This house is all that holds us together.

May 27, 2016 17:27



Having reached back to the Second World War for his previous picture, 1987's Au Revoir les Enfants, Louis Malle took on more recent history with 1990's May Fools, which is set during the protests, strikes, and general unrest that spread like a cancer from Paris to the rest of France in May of 1968. That's the backdrop for a few days of familial infighting when the matriarch of the Vieuzac family, owner of a run-down country estate, dies and all her living relatives descend upon it -- all except for her son Milou (Michel Piccoli), who's lived there the whole time. Even before they can get her buried, Milou's daughter Camille (Miou-Miou), brother Georges (Michel Duchaussoy), and niece Claire (Dominique Blanc) set about dividing up her furniture and other possessions. And then the bomb drops that they have to give an equal share to her longtime housekeeper Adele (Martine Gautier), a last-minute addition to the old woman's will that throws them all for a loop.

Working for what turned out to be the last time with screenwriter Jean-Claude Carrière, Malle fashioned a leisurely hangout film about a group of people who'd rather not spend a lot of time together. Furthermore, everybody -- young and old, married or not -- spends so much time falling in and out of each other's arms, there's no mistaking this for anything other than a French film. (Malle's last two -- 1992's Damage and 1994's Vanya on 42nd Street -- were made in the UK and the US, respectively.) Things ultimately take a turn for the overtly farcical when, believing that as landowners they'll be the first against the wall when the revolution comes knocking at their door, the family flees into the woods, woefully unprepared for roughing it. To borrow a line from the Bard, what fools these bourgeois be.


**Work instruction**:
Please report every line in the material below where the word "centimeters" is found.

**Provided data**:
BEGIN

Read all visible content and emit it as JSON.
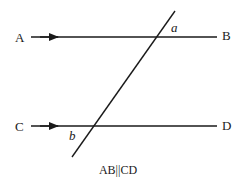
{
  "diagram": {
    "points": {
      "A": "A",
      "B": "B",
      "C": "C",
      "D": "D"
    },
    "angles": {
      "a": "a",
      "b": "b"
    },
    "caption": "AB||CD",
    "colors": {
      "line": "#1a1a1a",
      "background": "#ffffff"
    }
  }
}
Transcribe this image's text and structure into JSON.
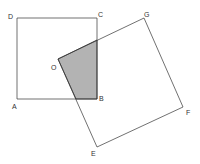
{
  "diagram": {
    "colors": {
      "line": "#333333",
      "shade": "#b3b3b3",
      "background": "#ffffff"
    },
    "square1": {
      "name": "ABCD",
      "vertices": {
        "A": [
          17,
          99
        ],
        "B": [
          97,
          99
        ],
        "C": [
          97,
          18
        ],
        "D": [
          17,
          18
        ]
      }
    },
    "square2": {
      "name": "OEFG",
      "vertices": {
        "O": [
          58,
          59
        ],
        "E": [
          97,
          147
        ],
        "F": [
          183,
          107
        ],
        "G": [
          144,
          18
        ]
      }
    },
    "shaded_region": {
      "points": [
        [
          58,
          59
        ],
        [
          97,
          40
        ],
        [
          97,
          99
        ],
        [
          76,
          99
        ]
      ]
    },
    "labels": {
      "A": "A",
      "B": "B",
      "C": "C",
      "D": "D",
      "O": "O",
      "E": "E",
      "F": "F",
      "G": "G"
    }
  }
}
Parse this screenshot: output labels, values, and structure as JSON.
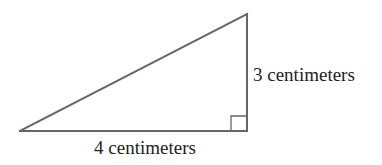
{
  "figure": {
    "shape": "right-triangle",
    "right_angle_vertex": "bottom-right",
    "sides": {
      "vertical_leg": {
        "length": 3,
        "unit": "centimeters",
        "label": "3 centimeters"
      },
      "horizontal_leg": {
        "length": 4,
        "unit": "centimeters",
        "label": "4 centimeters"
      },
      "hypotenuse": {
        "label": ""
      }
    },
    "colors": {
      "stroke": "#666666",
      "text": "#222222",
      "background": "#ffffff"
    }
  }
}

END

**Finished task**:
        "unit": "centimeters",
        "label": "3 centimeters"
        "unit": "centimeters",
        "label": "4 centimeters"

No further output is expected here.